BEGIN DATA SUPPLIED
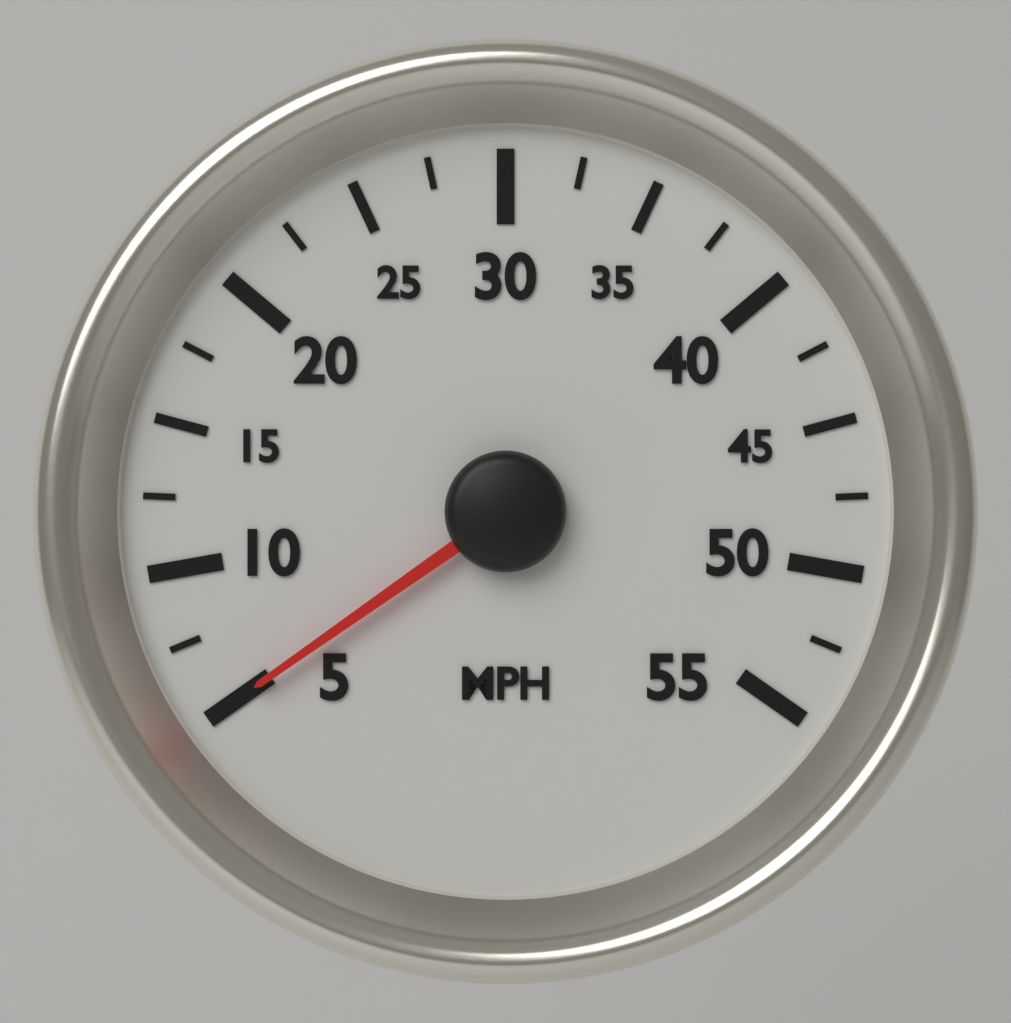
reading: 5.0 MPH
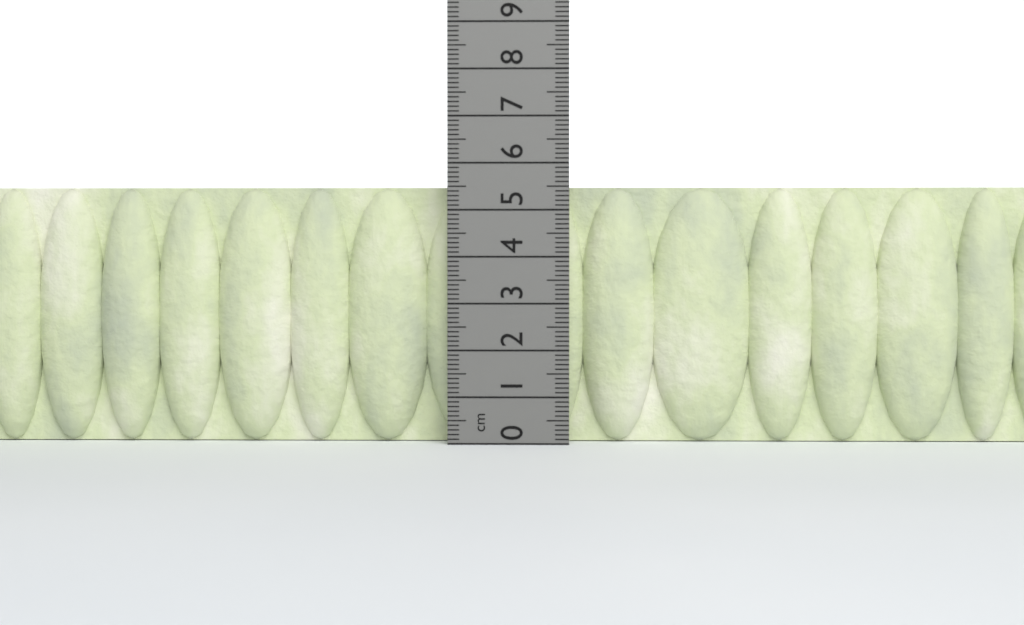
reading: 5.5 cm
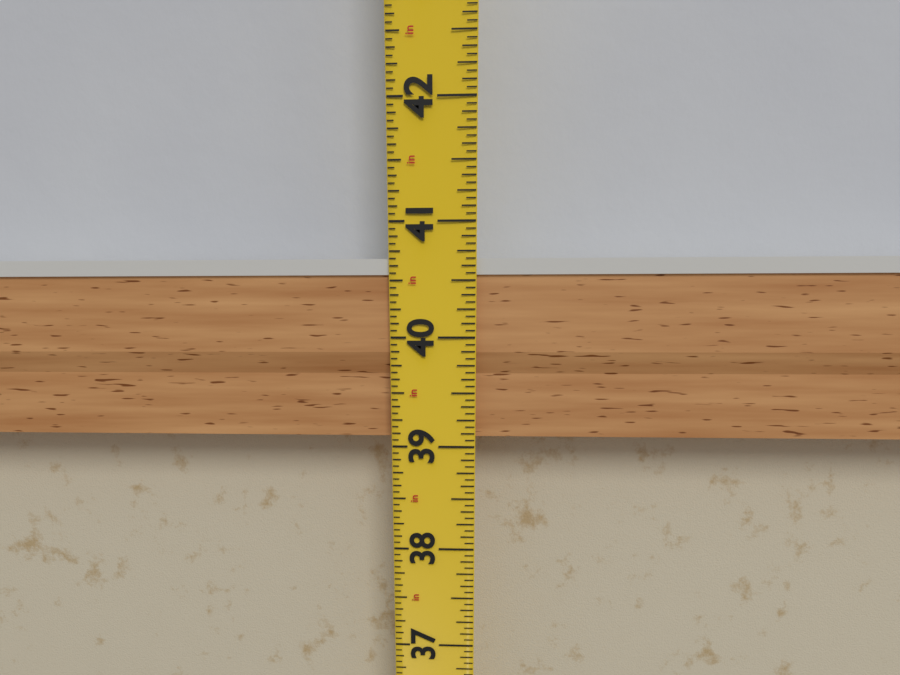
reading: 40.6875 in
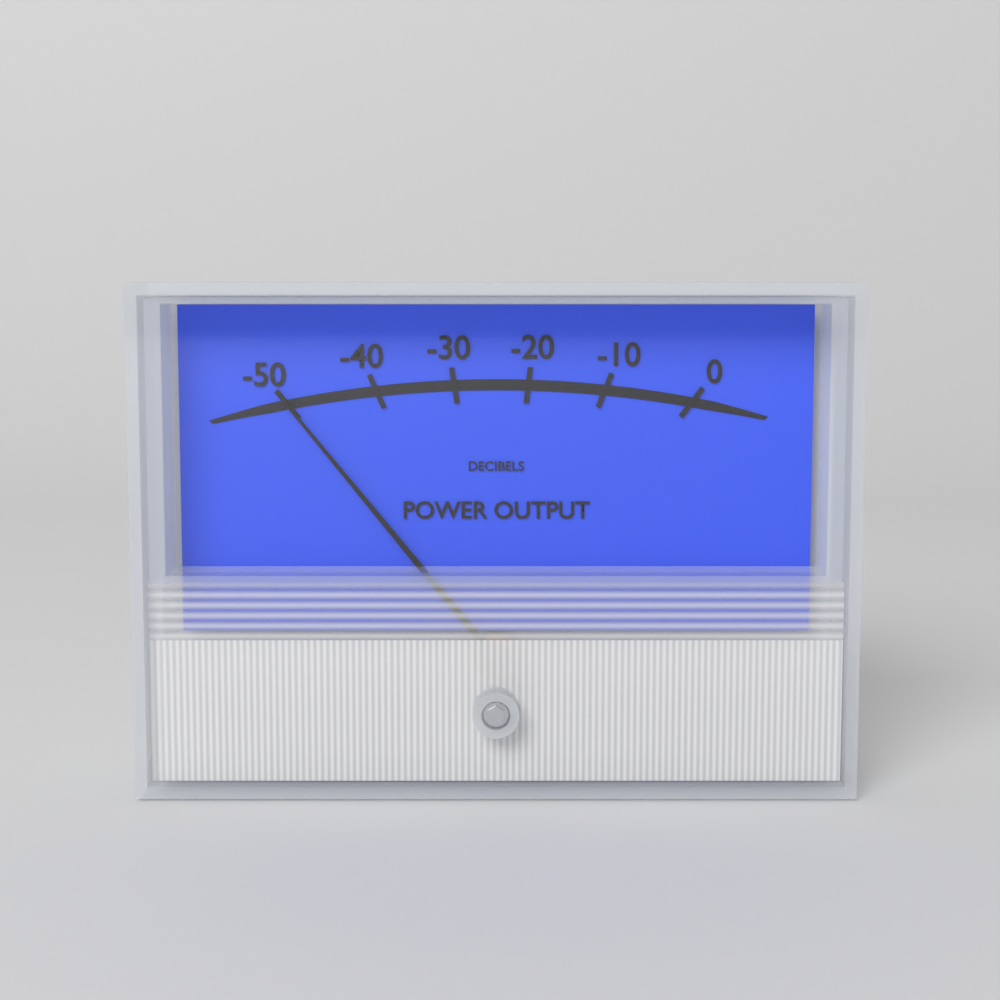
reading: -50 dB
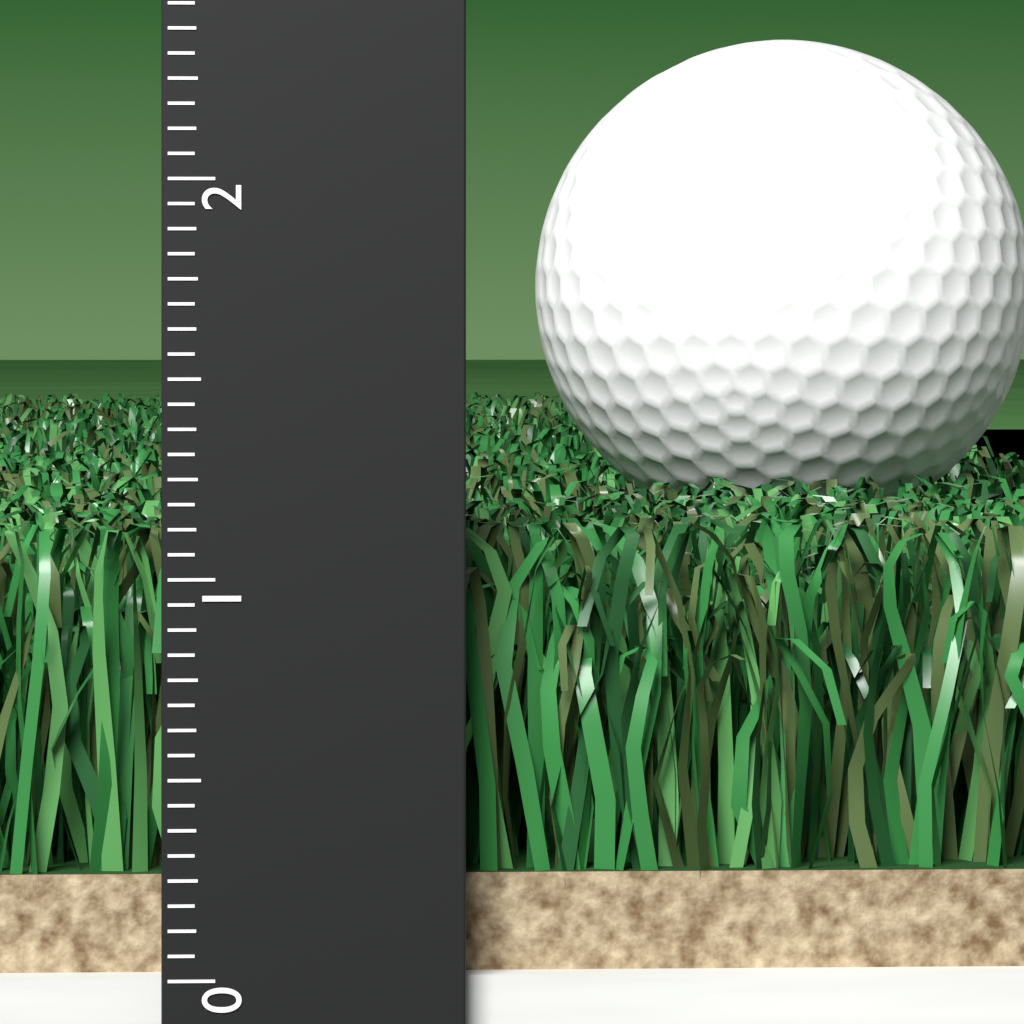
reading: 1.1250 (no unit)
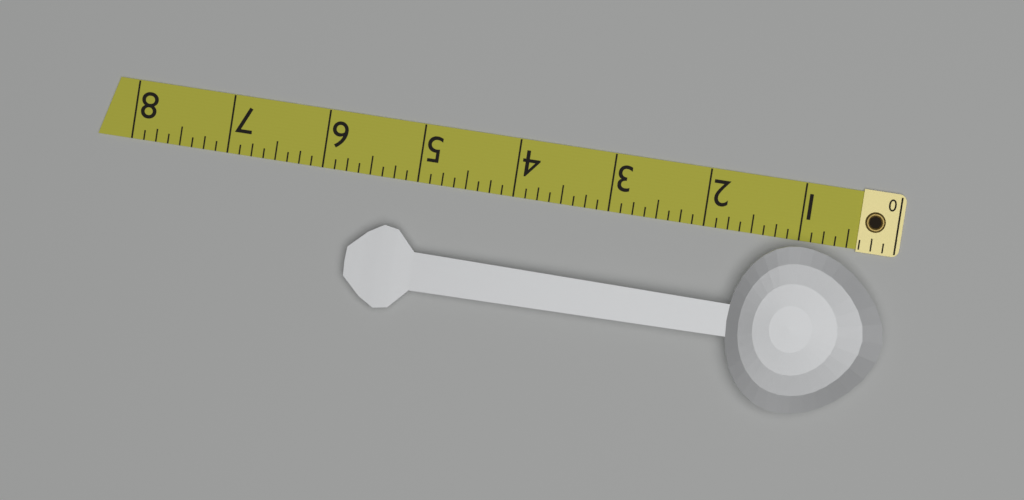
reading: 5.625 (no unit)
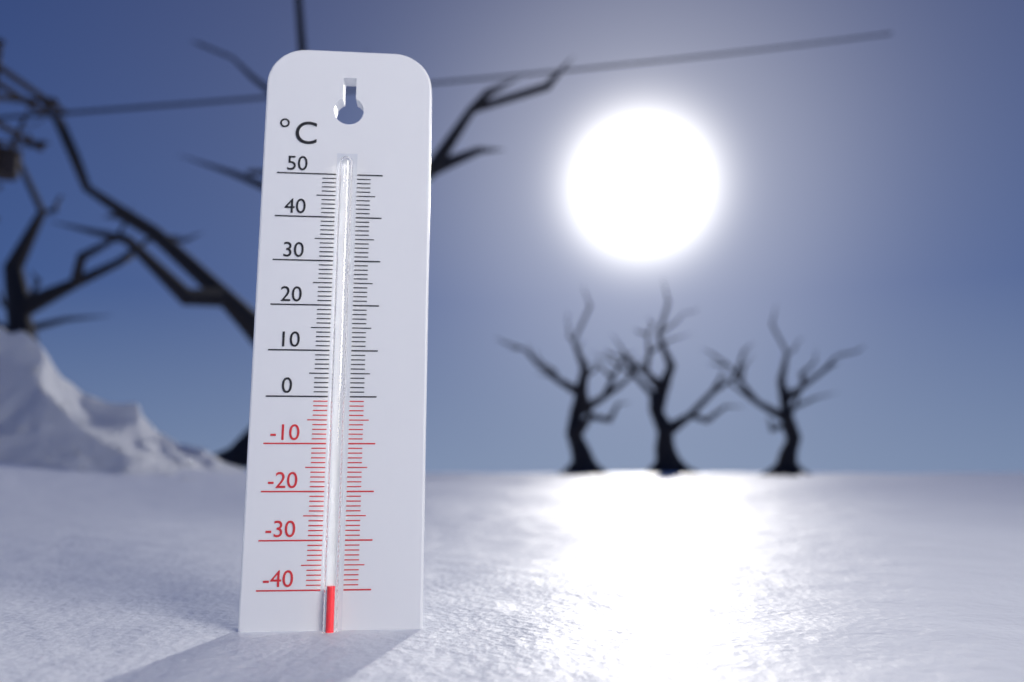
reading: -39 °C
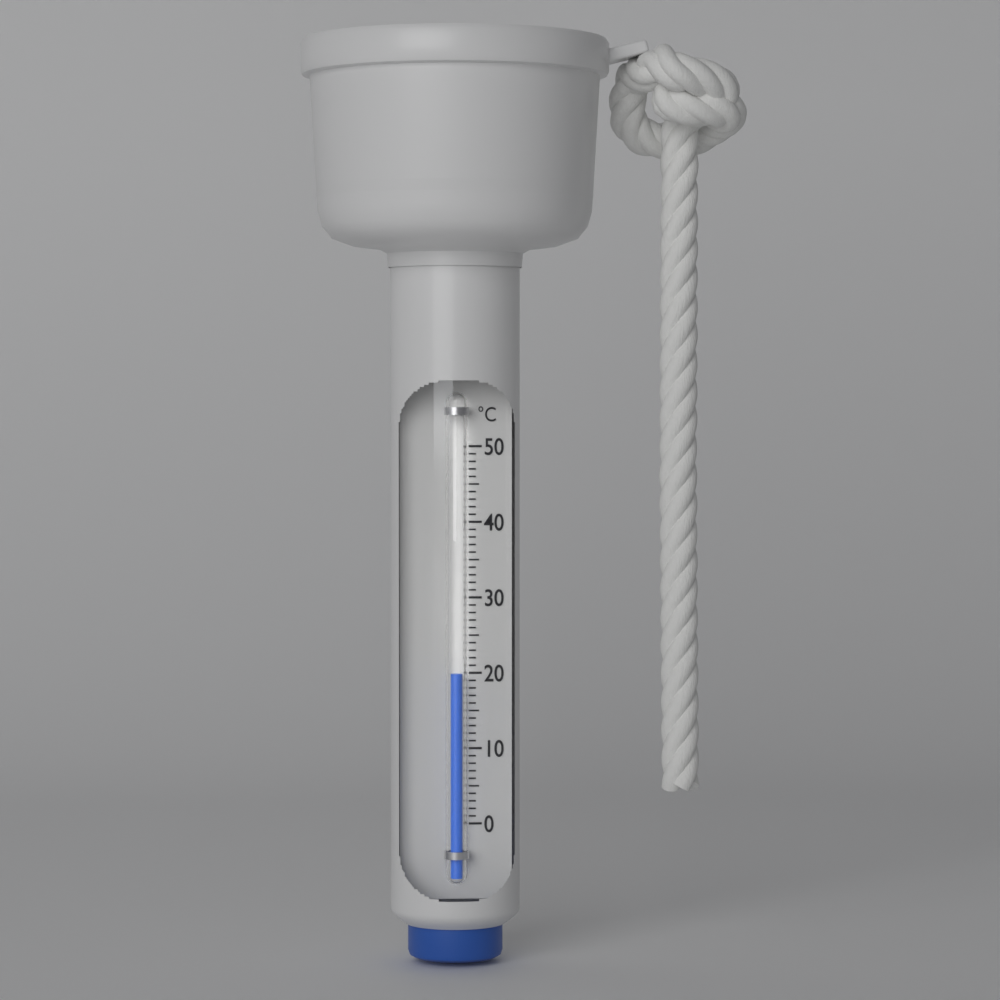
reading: 20 °C
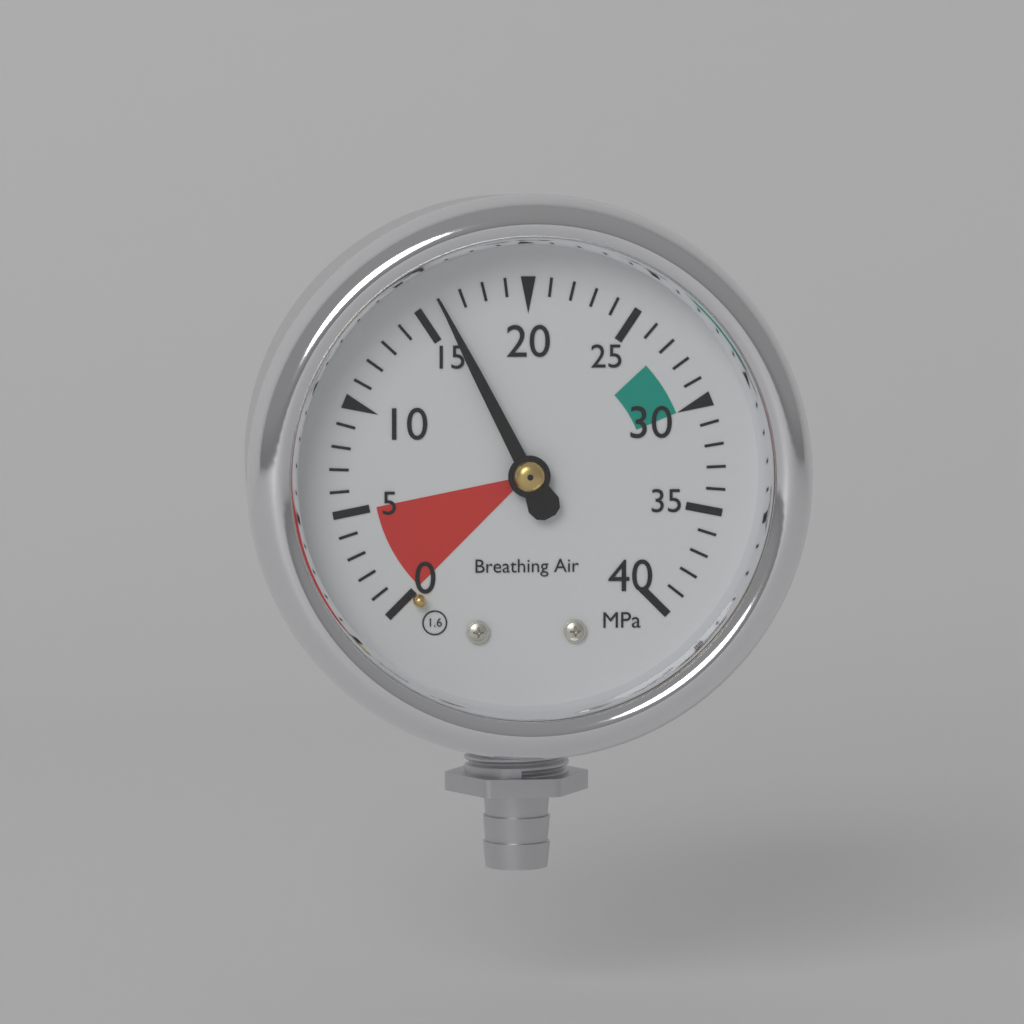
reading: 16 MPa
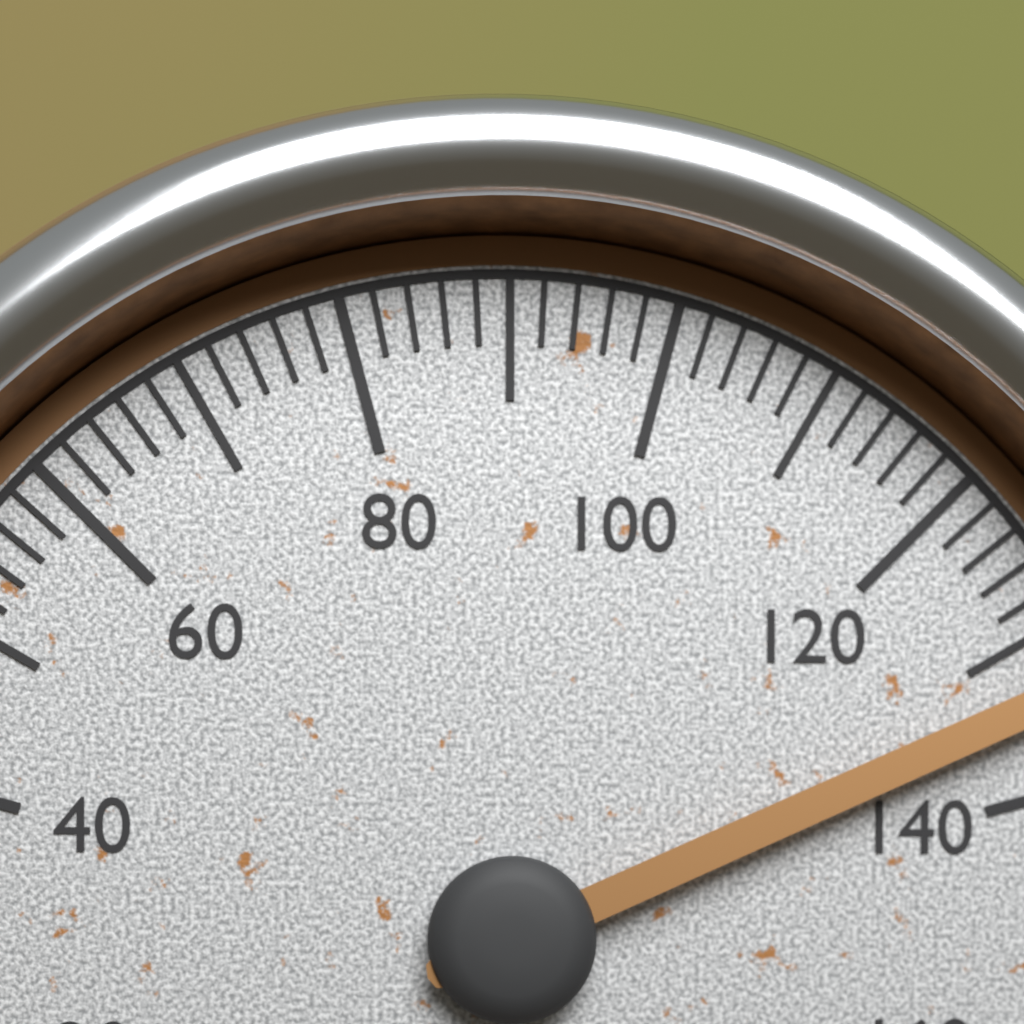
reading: 134 (no unit)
END DATA SUPPLIED
=== WHAT THIS TASK INVOLVES ===
Apart from the pictures, return the records exactly.

=== WRITTEN RESPONSE ===
reading: 5.0 MPH
reading: 5.5 cm
reading: 40.6875 in
reading: -50 dB
reading: 1.1250 (no unit)
reading: 5.625 (no unit)
reading: -39 °C
reading: 20 °C
reading: 16 MPa
reading: 134 (no unit)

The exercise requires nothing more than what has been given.